As part of the partnership, BEA will bundle Adobe's Flex Builder, the development environment for Flash, with BEA's own Web app development tool, Workshop Studio.

"It helps us deliver flashier apps to our customers. For Adobe, it helps them by working with us in the enterprise," said Bill Ross, VP of BEA's Workshop business unit. "The integration allows both of us to take this technology and help Adobe deliver richer applications to businesses."

Adobe already has a stronghold on the consumer Web where Flash has a presence on almost every Internet-connected computer, but it's starting to try to push into business as well.

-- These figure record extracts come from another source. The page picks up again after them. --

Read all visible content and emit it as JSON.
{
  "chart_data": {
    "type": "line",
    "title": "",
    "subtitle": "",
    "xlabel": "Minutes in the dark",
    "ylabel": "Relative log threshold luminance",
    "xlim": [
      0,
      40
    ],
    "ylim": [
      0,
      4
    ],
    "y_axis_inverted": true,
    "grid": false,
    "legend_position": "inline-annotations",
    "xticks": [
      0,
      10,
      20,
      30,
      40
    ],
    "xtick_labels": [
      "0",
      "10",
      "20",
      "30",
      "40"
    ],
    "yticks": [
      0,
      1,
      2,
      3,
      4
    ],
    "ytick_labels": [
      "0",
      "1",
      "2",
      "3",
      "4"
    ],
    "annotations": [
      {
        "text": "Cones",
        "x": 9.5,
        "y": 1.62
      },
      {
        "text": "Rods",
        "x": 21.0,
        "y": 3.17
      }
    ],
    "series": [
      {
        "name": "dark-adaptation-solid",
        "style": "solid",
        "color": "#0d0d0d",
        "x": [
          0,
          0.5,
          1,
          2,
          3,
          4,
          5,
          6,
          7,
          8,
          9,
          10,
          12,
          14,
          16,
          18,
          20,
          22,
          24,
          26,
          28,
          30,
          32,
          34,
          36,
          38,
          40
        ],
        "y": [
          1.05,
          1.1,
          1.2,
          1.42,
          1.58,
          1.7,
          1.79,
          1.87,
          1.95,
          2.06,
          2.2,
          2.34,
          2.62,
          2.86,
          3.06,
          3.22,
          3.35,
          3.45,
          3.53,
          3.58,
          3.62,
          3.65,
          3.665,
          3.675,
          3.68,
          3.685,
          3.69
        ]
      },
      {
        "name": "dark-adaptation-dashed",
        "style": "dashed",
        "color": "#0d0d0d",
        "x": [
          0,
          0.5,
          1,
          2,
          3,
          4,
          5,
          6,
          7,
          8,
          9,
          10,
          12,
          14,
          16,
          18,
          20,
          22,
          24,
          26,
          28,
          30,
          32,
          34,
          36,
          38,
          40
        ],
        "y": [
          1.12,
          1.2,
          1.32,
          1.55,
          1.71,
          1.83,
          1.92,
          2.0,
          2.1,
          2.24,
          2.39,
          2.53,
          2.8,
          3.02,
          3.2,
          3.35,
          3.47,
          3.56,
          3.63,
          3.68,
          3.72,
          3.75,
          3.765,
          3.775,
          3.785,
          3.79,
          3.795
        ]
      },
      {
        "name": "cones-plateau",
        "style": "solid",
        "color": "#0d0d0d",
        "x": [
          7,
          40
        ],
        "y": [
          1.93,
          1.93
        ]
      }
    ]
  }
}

"Flex plays a dual role. One area is focused on delivering the best user experiences to consumer applications, but what a lot of people in IT are realizing is that delivering a good user experience to internal users is important," said Phil Costa, Adobe's director of product management for Flex.

Flex Builder's integration with Workshop Studio intends to make it easier for developers to create, test and deploy Flash applications. Flash today is mainly a consumer technology, but BEA and Adobe point to data dashboards, self-service applications, and business-to-business collaborative apps as places where they see Flash having a future in business.

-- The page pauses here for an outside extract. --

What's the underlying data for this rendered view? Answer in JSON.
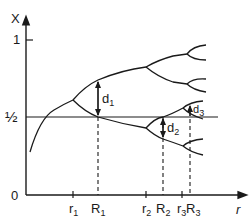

"I personally need a dashboard for sales and the richer the application, the better business I can do and probably the better off I'll be with my CEO," Ross said.

Already, Boeing is using Flex to build some project management apps and project status dashboards and one of the top investment fund management companies has built a customer portal in Flex, though this is outside the BEA relationship. According to Ross, the new bundle should be available starting at $999 at the end of this month, though the companies say in a press release that the bundle should be available by the end of the year.

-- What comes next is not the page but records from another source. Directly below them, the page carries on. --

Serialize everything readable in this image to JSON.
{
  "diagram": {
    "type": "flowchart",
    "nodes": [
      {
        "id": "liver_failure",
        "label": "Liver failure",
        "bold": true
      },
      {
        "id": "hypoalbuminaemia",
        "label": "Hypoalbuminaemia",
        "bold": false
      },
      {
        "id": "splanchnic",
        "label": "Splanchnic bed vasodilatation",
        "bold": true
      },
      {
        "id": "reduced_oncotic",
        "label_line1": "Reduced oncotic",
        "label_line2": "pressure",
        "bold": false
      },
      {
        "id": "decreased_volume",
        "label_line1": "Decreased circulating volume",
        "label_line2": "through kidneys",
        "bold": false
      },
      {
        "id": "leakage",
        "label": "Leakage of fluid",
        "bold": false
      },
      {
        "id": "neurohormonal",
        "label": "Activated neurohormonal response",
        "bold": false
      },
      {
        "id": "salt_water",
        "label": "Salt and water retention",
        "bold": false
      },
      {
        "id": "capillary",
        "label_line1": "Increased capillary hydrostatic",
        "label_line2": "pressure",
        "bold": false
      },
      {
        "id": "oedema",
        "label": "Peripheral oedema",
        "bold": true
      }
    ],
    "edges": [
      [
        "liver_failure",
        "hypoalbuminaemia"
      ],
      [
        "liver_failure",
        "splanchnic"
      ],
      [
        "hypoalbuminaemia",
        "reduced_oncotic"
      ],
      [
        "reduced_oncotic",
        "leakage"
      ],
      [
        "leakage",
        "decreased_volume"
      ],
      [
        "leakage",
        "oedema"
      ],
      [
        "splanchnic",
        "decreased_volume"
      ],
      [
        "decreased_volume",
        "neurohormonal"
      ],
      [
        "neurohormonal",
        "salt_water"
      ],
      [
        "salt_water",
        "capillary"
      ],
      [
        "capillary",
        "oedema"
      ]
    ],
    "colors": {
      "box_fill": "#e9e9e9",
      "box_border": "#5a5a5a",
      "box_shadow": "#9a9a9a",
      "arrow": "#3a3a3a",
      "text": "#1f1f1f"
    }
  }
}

Adobe is also talking to SAP, which Adobe rich Internet evangelist Ryan Stewart said in an interview last week is looking at extending its employment of Flex and using Adobe AIR, the company's out-of-browser runtime for rich Web apps. Last year, SAP released a system for visualizing SAP data that was built using Flex. Last week, Adobe also announced a partnership with Cisco to include Flash Media Server in Cisco's Content Delivery System, a system of network devices that streams multimedia for carriers and large enterprises.

Rich Web apps aren't the only thing covered by the Adobe-BEA agreement. The two companies will also integrate technologies to automate document-related processes, as Adobe will distribute evaluation licenses for BEA's WebLogic application server with Adobe's LiveCycle ES software.